Well, as I look to return to Shawnee in a few months, as gracious as the church has been to us, I'm starting to get ancey and nervous, but strangely enough, my old friend "fear" hasn't perked up his head yet, which I find strange. For in 15 years of dealing with this discontinuity, fear, which I used as a motivator to avoid failure, became as much a part of my every day existence as breathing. I was afraid of what people were saying. Afraid that I will not be adequate. Afraid that we'll be moving again in 18-months, or out of work with three small mouths to feed. Fear of that angry letter or email or visitor, ready to let you know why you are the worst thing ever to hit Christianity. Fear covered me, like white on rice.
But, for some strange reason, I'm not afraid of what is coming. I couldn't figure out why, until I heard Richard Foster yesterday, and talked to Pauly tonight... and then it hit me.
I'm tired of being afraid. Making everyone happy has burned me out. I showed up at Asbury after years of trying to make everyone happy on the verge of a nervous breakdown, and I just simply don't want to back to feeling that way. Like me, don't like me, or whatever.... God didn't put me on this earth to run some spiritual dog and pony show.
I mean, I got into this gig, initially, because I thought the world was seriously messed up. Depressed millionaires. Children being neglected by parents on drugs. People in white and blue collars ripping people off just to get a little further ahead on the food chain. People dying by the thousands of dysentery... it made no sense to me.
And into my confusion, entered the one who said, "Blessed are you who are poor, in material things or spirit, because yours is the Kingdom of Heaven." That God would use those at the bottom.. those who felt the furthest away from feel like they meant anything to God at all, to save the world... something about that just seemed so crazy that it just might work. It's the only thing that's kept me going, all those people on the margins who I met being used by God to change the world. Celebrating and mourning, laughing and crying, agreeing and disagreeing, together out on the margins, being drawn into the mainstream of Kingdom work. God's people, strangely enough, even though sometimes they bite, are the means by which the Holy Spirit has given me the fuel to keep pressing on toward the prize, bookmarked LSAT application and all.
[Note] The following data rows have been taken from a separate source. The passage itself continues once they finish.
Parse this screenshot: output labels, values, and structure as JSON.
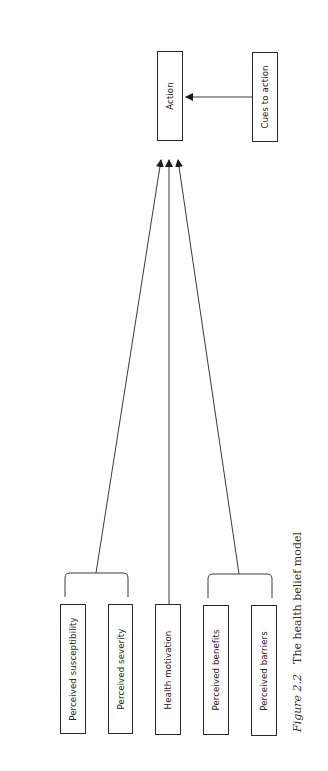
{
  "diagram": {
    "title": "The health belief model",
    "caption": {
      "figure_label": "Figure 2.2",
      "text": "The health belief model"
    },
    "nodes": {
      "action": {
        "label": "Action"
      },
      "cues": {
        "label": "Cues to action"
      },
      "susceptibility": {
        "label": "Perceived susceptibility"
      },
      "severity": {
        "label": "Perceived severity"
      },
      "motivation": {
        "label": "Health motivation"
      },
      "benefits": {
        "label": "Perceived benefits"
      },
      "barriers": {
        "label": "Perceived barriers"
      }
    },
    "edges": [
      {
        "from": "cues",
        "to": "action"
      },
      {
        "from": "susceptibility+severity",
        "to": "action"
      },
      {
        "from": "motivation",
        "to": "action"
      },
      {
        "from": "benefits+barriers",
        "to": "action"
      }
    ],
    "colors": {
      "line": "#3a3a3a",
      "box_border": "#2a2a2a",
      "text": "#222222"
    }
  }
}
Thus, I'm trading in my fear for hope, anxiety for faith, and desire to keep everyone happy is being swapped for love. Because life is too short, I've got to answer to someone who I take a little more seriously than the lady who didn't like the fact I used the word "anal" in a sermon, and the way I was living wasn't abundant... it was budgeted with a small deficit.
Besides, people deserve better than a pastor who is largely afraid of what they might say or do. Much better. They deserve someone who can see the Kingdom of Heaven from where he or she is standing... a kingdom where the lame walk, the blind see, and there are no more motherless children. They deserve someone who realizes that their faith is bigger than how they feel about their pastor. Much bigger.
I've lived 15 years so I could learn what living is all about. Now, I intend to do so.
1 comment:
Hi Brian, I identify with and empathise with much of what you are sayin. I am in a community of English living in Spain, a natural leader, but no-one really wants to be led!
Thanks for your article, it was good to see that there are others in the same boat.